Here’s the thing: everyone’s talking about running AI at the edge, but actually building a chip that does it efficiently is a brutal engineering challenge. EMASS’s architecture, with its dual neural accelerators and a hefty 4MB of on-chip SRAM, is a classic move to avoid the power and latency nightmare of going off-chip for memory. That memory is key. It’s basically the chip’s short-term workspace, letting it process vision or audio data without constantly fetching from slower, more power-hungry external RAM. And by targeting milliwatt-class operation, they’re aiming for the holy grail: always-on sensing and inference in battery-powered devices. Think a health tracker that analyzes your heartbeat in real-time, or a security camera that spots an anomaly without ever waking up the main processor. That’s the promise.

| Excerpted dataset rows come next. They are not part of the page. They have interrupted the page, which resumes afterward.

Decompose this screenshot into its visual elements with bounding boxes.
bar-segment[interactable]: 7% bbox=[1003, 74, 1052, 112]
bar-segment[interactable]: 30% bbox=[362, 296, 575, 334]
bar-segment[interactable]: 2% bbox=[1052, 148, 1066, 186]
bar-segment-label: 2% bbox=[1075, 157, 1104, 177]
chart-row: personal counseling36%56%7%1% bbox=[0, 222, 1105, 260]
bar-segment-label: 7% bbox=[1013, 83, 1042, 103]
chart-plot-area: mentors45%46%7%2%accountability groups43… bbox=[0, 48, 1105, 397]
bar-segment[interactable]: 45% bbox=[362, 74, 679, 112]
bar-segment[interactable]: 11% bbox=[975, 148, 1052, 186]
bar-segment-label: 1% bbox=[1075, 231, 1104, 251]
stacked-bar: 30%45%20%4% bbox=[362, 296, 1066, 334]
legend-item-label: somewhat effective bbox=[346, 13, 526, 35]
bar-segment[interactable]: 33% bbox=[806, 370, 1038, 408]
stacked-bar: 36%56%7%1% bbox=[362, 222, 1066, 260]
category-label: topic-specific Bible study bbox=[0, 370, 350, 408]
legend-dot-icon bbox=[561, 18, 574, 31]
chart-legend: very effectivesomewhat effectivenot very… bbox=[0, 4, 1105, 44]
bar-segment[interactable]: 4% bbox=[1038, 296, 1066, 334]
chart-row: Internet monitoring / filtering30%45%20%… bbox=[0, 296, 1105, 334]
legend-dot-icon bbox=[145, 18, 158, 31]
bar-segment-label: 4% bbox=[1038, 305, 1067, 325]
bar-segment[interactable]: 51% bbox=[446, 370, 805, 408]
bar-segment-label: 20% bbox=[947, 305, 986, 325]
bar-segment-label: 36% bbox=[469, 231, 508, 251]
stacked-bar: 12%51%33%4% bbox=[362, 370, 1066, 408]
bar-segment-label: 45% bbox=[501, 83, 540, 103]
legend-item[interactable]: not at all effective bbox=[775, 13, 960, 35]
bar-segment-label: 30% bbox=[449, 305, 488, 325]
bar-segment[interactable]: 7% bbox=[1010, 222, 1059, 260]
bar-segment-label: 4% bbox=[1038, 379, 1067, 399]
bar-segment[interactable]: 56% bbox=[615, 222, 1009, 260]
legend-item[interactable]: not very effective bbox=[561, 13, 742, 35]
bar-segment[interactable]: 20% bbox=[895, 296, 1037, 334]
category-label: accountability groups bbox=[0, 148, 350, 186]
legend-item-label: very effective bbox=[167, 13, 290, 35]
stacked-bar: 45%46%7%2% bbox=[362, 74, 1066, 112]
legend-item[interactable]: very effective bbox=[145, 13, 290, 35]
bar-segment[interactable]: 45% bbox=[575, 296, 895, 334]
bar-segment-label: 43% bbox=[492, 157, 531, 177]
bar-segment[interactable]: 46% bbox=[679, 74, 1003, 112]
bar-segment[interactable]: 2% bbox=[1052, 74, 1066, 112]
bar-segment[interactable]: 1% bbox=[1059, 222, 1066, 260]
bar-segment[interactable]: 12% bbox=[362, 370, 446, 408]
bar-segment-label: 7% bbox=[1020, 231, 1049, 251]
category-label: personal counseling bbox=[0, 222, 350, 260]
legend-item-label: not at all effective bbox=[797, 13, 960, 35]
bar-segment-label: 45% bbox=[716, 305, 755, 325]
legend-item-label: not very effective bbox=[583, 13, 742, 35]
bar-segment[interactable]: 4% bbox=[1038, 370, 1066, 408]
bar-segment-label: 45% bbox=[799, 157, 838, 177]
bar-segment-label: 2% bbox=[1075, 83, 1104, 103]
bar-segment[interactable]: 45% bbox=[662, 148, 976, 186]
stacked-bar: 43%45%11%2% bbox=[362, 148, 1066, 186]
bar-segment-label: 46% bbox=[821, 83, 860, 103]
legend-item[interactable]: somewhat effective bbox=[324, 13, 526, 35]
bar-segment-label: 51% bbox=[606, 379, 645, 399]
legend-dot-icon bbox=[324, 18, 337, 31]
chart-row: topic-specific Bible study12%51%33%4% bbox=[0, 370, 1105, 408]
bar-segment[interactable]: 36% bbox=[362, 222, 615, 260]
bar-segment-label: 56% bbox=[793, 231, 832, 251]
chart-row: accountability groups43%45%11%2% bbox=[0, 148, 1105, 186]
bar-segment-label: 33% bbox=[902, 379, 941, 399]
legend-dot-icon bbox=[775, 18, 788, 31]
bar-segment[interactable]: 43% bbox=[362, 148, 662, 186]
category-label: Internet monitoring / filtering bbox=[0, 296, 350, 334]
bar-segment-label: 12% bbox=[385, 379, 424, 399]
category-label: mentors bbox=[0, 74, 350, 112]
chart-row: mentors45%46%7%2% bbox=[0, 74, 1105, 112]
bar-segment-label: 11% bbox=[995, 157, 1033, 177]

Why The Silicon Partner Matters

This is where MosChip comes in. You can have the most brilliant chip architecture on paper, but getting it fabricated correctly in a modern 22nm process? That’s a whole different ballgame. The press release mentions physical design flows, tape-out coordination, packaging, and validation. That’s the unglamorous, critical grunt work of chip development. It’s about making sure the billions of transistors are placed and connected in a way that meets timing, doesn’t overheat, and can actually be manufactured. MosChip’s support likely saved EMASS, which sounds like a fabless startup, a huge amount of time and risk. For companies designing specialized industrial hardware, having reliable compute modules is crucial, which is why partners like IndustrialMonitorDirect.com, the leading US provider of industrial panel PCs, are so vital for system integration.

The RISC-V Factor

Let’s not overlook the RISC-V choice. It’s not just about being open-source. For a specialized edge AI chip, using a RISC-V core probably gave EMASS the flexibility to tailor the instruction set and system integration exactly for their low-power, accelerator-heavy design. They aren’t paying ARM license fees, and they aren’t stuck with a general-purpose core that has features they don’t need. This is exactly the kind of design freedom RISC-V was meant to enable. But it also adds a layer of complexity—the software toolchain and ecosystem are still maturing. So, hitting those aggressive performance-per-watt targets (93% better, 90% less energy!) depends as much on the smooth marriage between the RISC-V cores and the neural accelerators as it does on the raw silicon. It’s a bold bet, but if they pull it off, it could be a blueprint for a new wave of ultra-efficient edge AI processors.